No-Match  Safe Harbor Rule

No-Match Safe Harbor Rule

No-Match Safe Harbor Rule. I’m Greg Martin with today’s Line On Agriculture.


The immigration issue is still a hot bed of contention with ag producers across the U.S. Dan Fazio with Washington State Farm Bureau says the DHS No-Match Rule is still up in the air.

FAZIO: The No-Match Safe Harbor was something that the Department of Homeland securities was and still is I assume, still very interested in. That’s the letters that come to employers, or used to come to employers from the Social Security Administration telling them which names and social security numbers didn’t match from the previous years taxes. The Bush administration enacted a regulation to deal with that and they were promptly sued and it’s been held up in court ever since.

It’s well known that the regulation had some problems that really forced producers to get put on the line.

FAZIO: The agency said that they fixed the problems and now it’s time to go to the judge and see if that’s happened but a new administration has come in and the new administration is seeking time to “re-evaluate the policy,” and they have been seeking time to re-evaluate the policy since February.

It seems the Obama administration has needed a bit more time to digest the issue.

FAZIO: I guess they’re making progress because in February their briefing was due and they asked for a 2 month extension and received it, from February to April. In April they asked for another 2 month extension until June and in June they only asked for a one month extension so that may be progress in the world of the government.

Fazio says that it is important to know where the border really is.

FAZIO: The only way you could fix the system is with a national ID card and I don’t think anyone has the stomach to go there so you know we need to decide where the border is. Is the border between Mexico and California or are the border police the farmers who are trying to hire people? You just can’t have employers being the border enforcement anymore.

Fazio believes that the Administration will drop its case and withdraw the rule, thus causing more uncertainty about the whole "no-match" program. Meanwhile, SSA has suspended its practice of sending "no-match" letters to employers, but still sends them out to individual workers to alert the worker that she/he is not getting "credit" for social security purposes.

That’s today’s Line On Agriculture. I’m Greg Martin on the Northwest Ag Information Network.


Instructions for the task: Nothing but the lines from the one with "What elements are" through the end of the material should be retyped, word for word and without pictures.

Data records:
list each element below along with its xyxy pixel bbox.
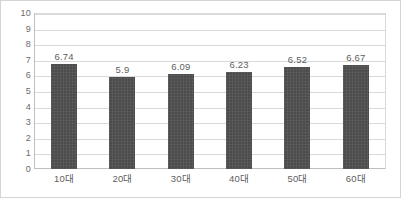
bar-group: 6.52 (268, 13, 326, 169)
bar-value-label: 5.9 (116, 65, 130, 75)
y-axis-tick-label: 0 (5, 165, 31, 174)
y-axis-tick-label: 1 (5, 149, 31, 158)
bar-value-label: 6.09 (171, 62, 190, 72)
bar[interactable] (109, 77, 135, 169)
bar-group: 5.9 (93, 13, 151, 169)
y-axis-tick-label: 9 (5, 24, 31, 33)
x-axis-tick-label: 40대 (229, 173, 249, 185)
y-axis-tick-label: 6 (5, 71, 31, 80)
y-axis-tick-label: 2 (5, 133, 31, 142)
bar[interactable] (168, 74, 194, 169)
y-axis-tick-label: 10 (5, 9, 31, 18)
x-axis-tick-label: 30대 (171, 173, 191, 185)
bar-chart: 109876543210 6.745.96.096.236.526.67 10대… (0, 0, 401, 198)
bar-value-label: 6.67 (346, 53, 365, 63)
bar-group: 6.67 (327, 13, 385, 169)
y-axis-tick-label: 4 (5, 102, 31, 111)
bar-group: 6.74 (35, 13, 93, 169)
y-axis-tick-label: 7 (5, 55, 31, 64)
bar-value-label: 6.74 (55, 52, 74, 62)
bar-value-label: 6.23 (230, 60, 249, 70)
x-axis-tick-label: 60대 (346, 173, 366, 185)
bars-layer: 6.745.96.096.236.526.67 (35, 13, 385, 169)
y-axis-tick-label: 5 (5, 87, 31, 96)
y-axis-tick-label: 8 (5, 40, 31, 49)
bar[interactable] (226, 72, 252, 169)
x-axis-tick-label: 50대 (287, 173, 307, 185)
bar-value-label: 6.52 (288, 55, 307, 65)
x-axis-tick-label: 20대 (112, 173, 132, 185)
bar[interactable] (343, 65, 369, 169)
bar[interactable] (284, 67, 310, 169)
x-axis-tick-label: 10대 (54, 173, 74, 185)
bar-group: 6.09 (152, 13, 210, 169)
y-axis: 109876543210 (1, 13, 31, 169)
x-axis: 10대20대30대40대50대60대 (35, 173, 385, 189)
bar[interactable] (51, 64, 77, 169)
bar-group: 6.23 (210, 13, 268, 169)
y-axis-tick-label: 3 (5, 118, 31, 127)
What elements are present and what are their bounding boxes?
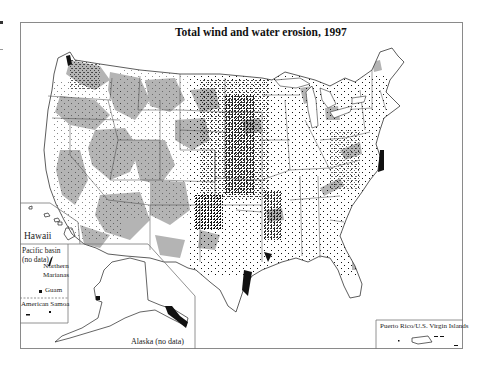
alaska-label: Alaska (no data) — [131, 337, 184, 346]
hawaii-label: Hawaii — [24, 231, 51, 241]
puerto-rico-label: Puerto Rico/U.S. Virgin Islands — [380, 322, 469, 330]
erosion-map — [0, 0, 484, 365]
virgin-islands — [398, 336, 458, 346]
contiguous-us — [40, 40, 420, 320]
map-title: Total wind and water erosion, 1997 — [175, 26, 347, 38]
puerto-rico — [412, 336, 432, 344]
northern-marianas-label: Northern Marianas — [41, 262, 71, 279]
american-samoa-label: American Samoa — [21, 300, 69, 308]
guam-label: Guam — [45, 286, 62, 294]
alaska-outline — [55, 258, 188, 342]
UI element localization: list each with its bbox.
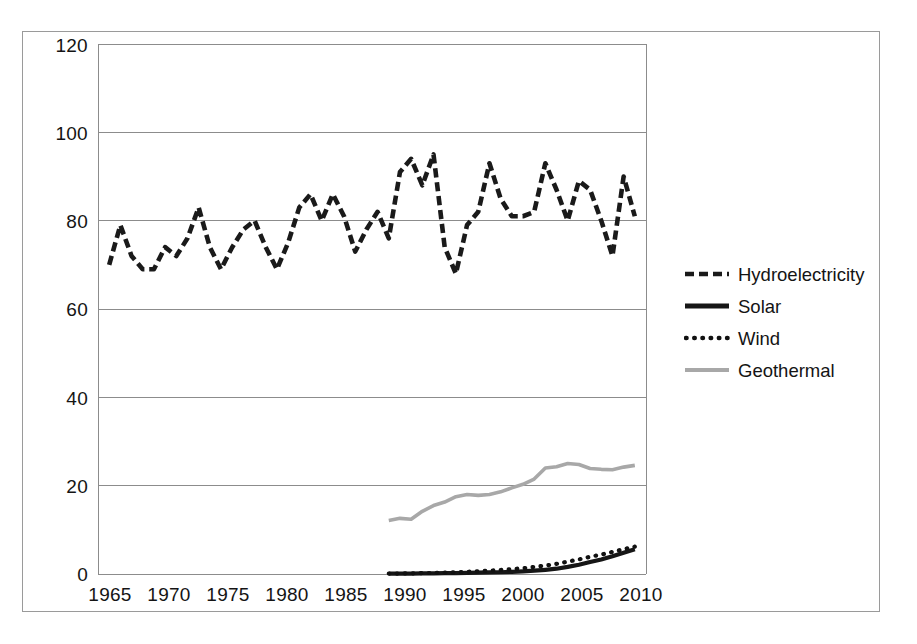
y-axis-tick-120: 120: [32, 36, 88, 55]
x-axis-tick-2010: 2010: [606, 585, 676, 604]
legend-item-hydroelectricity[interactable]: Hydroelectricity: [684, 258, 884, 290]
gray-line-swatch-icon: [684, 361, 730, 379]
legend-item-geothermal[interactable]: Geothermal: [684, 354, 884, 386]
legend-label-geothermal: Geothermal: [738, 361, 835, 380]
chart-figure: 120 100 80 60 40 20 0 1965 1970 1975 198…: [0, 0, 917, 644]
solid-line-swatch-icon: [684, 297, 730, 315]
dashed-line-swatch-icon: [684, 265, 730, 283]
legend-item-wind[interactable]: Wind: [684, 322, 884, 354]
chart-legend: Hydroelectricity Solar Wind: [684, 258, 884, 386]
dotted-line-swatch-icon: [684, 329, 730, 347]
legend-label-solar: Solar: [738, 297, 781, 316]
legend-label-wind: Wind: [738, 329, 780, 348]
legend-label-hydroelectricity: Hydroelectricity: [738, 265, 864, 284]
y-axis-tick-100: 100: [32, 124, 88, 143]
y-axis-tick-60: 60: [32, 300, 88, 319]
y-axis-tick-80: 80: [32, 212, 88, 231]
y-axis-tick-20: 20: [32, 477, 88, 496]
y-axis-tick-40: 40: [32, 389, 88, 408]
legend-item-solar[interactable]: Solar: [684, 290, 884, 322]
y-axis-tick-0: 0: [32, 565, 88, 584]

Reply:
What elements are present and what are their bounding boxes?
alaska-label: Alaska (no data) — [131, 337, 184, 346]
hawaii-label: Hawaii — [24, 231, 51, 241]
puerto-rico-label: Puerto Rico/U.S. Virgin Islands — [380, 322, 469, 330]
erosion-map — [0, 0, 484, 365]
virgin-islands — [398, 336, 458, 346]
contiguous-us — [40, 40, 420, 320]
map-title: Total wind and water erosion, 1997 — [175, 26, 347, 38]
puerto-rico — [412, 336, 432, 344]
northern-marianas-label: Northern Marianas — [41, 262, 71, 279]
american-samoa-label: American Samoa — [21, 300, 69, 308]
guam-label: Guam — [45, 286, 62, 294]
alaska-outline — [55, 258, 188, 342]
UI element localization: list each with its bbox.
y-axis-tick-120: 120: [32, 36, 88, 55]
x-axis-tick-2010: 2010: [606, 585, 676, 604]
legend-item-hydroelectricity[interactable]: Hydroelectricity: [684, 258, 884, 290]
gray-line-swatch-icon: [684, 361, 730, 379]
legend-item-geothermal[interactable]: Geothermal: [684, 354, 884, 386]
legend-label-geothermal: Geothermal: [738, 361, 835, 380]
chart-figure: 120 100 80 60 40 20 0 1965 1970 1975 198…: [0, 0, 917, 644]
solid-line-swatch-icon: [684, 297, 730, 315]
dashed-line-swatch-icon: [684, 265, 730, 283]
legend-item-wind[interactable]: Wind: [684, 322, 884, 354]
chart-legend: Hydroelectricity Solar Wind: [684, 258, 884, 386]
dotted-line-swatch-icon: [684, 329, 730, 347]
legend-label-solar: Solar: [738, 297, 781, 316]
legend-label-wind: Wind: [738, 329, 780, 348]
legend-label-hydroelectricity: Hydroelectricity: [738, 265, 864, 284]
y-axis-tick-100: 100: [32, 124, 88, 143]
y-axis-tick-60: 60: [32, 300, 88, 319]
y-axis-tick-80: 80: [32, 212, 88, 231]
y-axis-tick-20: 20: [32, 477, 88, 496]
y-axis-tick-40: 40: [32, 389, 88, 408]
legend-item-solar[interactable]: Solar: [684, 290, 884, 322]
y-axis-tick-0: 0: [32, 565, 88, 584]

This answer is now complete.